Epilogue: A Word to Readers
For one reason or the other, you’ve read Yielding to Yes – and you’ve now reached its end.
The question is: What now?
Where to go from here?
I'd like to offer a brief closing word to a few specific readers: the Christian, the Queer person (and/or the religiously traumatized person), and the Human.
First, to my Christian reader:
To the degree that you are not indifferent to what I have written here in my story, whether by compassion — or by way of resistance, fear, or opposition — my invitation to you is: be curious.
Be curious with yourself as to why you have the impulse to respond in the manner that you do.
What is being stirred?
What tensions do you notice arise within yourself?
As a reminder, your religious particpation is not neutral - it is either helping or hindering our individual and collective work to create a more integrated world.
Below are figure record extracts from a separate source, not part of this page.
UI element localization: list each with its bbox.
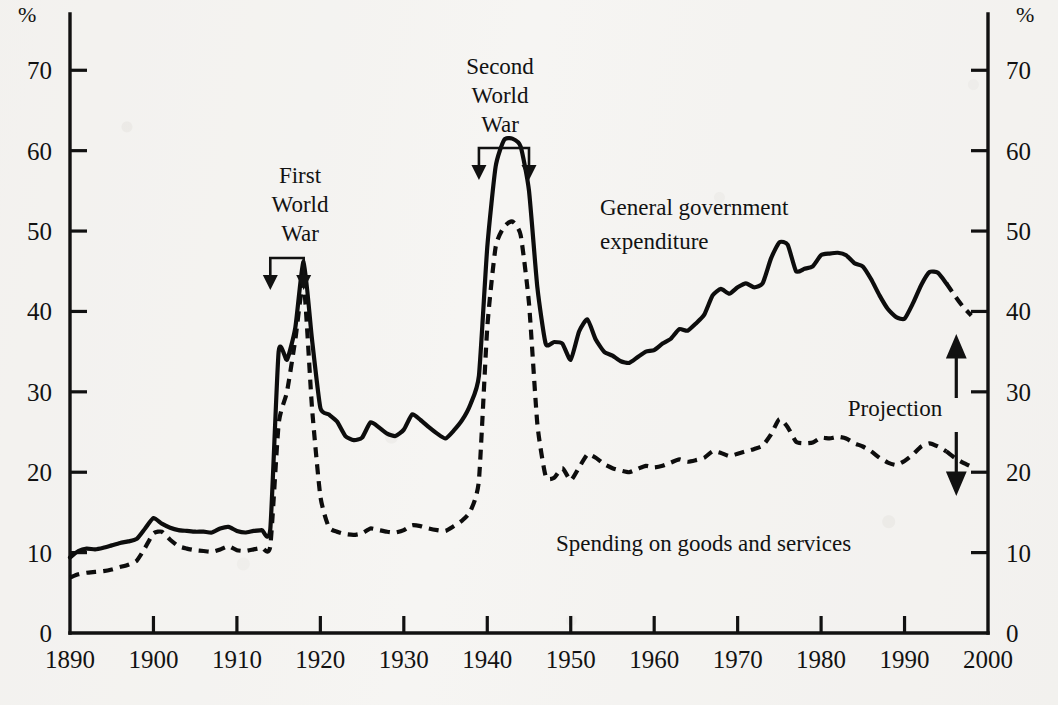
x-axis-tick-labels: 1890190019101920193019401950196019701980…	[45, 646, 1013, 673]
y-axis-ticks-right	[971, 70, 988, 552]
x-axis-tick-label: 1980	[796, 646, 846, 673]
series-general-government-expenditure-historical	[70, 138, 946, 557]
x-axis-tick-label: 1940	[462, 646, 512, 673]
y-axis-tick-label: 40	[27, 298, 52, 325]
y-axis-tick-label: 20	[27, 459, 52, 486]
ww2-label-line2: World	[472, 83, 529, 108]
annotation-projection: Projection	[848, 338, 965, 492]
label-spending-goods-services: Spending on goods and services	[556, 531, 851, 556]
left-axis-unit-label: %	[18, 2, 36, 27]
y-axis-tick-label: 50	[27, 218, 52, 245]
y-axis-tick-label: 60	[1006, 138, 1031, 165]
projection-arrow-up	[948, 338, 964, 398]
series-spending-goods-services-historical	[70, 221, 946, 577]
y-axis-tick-label: 70	[27, 57, 52, 84]
y-axis-ticks-left	[70, 70, 87, 552]
chart-canvas: 010203040506070 010203040506070 18901900…	[0, 0, 1058, 705]
x-axis-tick-label: 1970	[713, 646, 763, 673]
label-general-government-expenditure-line2: expenditure	[600, 229, 709, 254]
series-spending-goods-services-projection	[946, 451, 971, 466]
y-axis-tick-label: 0	[40, 620, 53, 647]
x-axis-tick-label: 1930	[379, 646, 429, 673]
y-axis-tick-labels-right: 010203040506070	[1006, 57, 1031, 647]
y-axis-tick-label: 50	[1006, 218, 1031, 245]
y-axis-tick-label: 0	[1006, 620, 1019, 647]
x-axis-tick-label: 1910	[212, 646, 262, 673]
y-axis-tick-label: 30	[27, 379, 52, 406]
y-axis-tick-label: 30	[1006, 379, 1031, 406]
y-axis-tick-label: 20	[1006, 459, 1031, 486]
x-axis-tick-label: 1990	[880, 646, 930, 673]
y-axis-tick-label: 70	[1006, 57, 1031, 84]
x-axis-tick-label: 1890	[45, 646, 95, 673]
x-axis-tick-label: 2000	[963, 646, 1013, 673]
label-general-government-expenditure-line1: General government	[600, 195, 789, 220]
ww2-label-line3: War	[481, 112, 519, 137]
series-label-total: General government expenditure	[600, 195, 789, 254]
y-axis-tick-labels-left: 010203040506070	[27, 57, 52, 647]
series-group	[70, 138, 971, 577]
y-axis-tick-label: 60	[27, 138, 52, 165]
ww2-label-line1: Second	[466, 54, 534, 79]
x-axis-tick-label: 1950	[546, 646, 596, 673]
annotation-first-world-war: First World War	[263, 163, 329, 290]
ww1-label-line3: War	[281, 221, 319, 246]
y-axis-tick-label: 10	[1006, 540, 1031, 567]
y-axis-tick-label: 10	[27, 540, 52, 567]
ww2-arrowhead-end	[522, 165, 537, 180]
projection-label: Projection	[848, 396, 943, 421]
ww1-label-line2: World	[272, 192, 329, 217]
ww2-arrowhead-start	[471, 165, 486, 180]
x-axis-ticks	[153, 616, 904, 633]
series-general-government-expenditure-projection	[946, 283, 971, 315]
figure-root: 010203040506070 010203040506070 18901900…	[0, 0, 1058, 705]
x-axis-tick-label: 1900	[128, 646, 178, 673]
ww1-label-line1: First	[279, 163, 322, 188]
x-axis-tick-label: 1920	[295, 646, 345, 673]
right-axis-unit-label: %	[1016, 2, 1034, 27]
y-axis-tick-label: 40	[1006, 298, 1031, 325]
x-axis-tick-label: 1960	[629, 646, 679, 673]
ww1-arrowhead-start	[263, 275, 278, 290]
For many of us, we have never had the occasion to stop and consider the contours of our own faith and its larger impact on the world and those around us.
But this paradox alone warrants a kind of critical self-reflection - for without such, we very well may be joining many others in history who have unknowingly incited overt violence and suffering all in the name of God, Christian faith, and a certain pre-supposed moral superiority.
It is not lost on me how terrifying it is to consider an alternative way of viewing the world, yourself, or your faith, particularly one that is outside of the way you have likely always viewed things.
It is not lost on me how terrifying and grievous it can be to be confronted with an illusion.
But I’m convinced that part of what it means to truly love something is to learn about it.
That the due diligence of devotion is inquiry.
If the thing is worthy of devotion, after all, I wager it will stand up to inquiry. I wager it won’t be threatened by it, rather it will welcome it - for if it’s worth its weight, the inquiry will only reiterate its worthiness of devotion, not detract from it.
And so, if you find yourself resistant to what I am suggesting, my invitation to you is to be curious why.
Are you really free, or are you just afraid?
Henri wrote:
The [religious] man who never had any religious doubts… probably walked around blindfolded; he who never experimented with his traditional values and ideas was probably more afraid than free.[1]
I’m not asking you to give up your Christian faith, to abandon Jesus, or to “worship satan.”
I hope it’s clear by now: I’m inviting you to the opposite.
I’m inviting you to trust God and his grace and the security of his Love enough to investigate, to question and to doubt.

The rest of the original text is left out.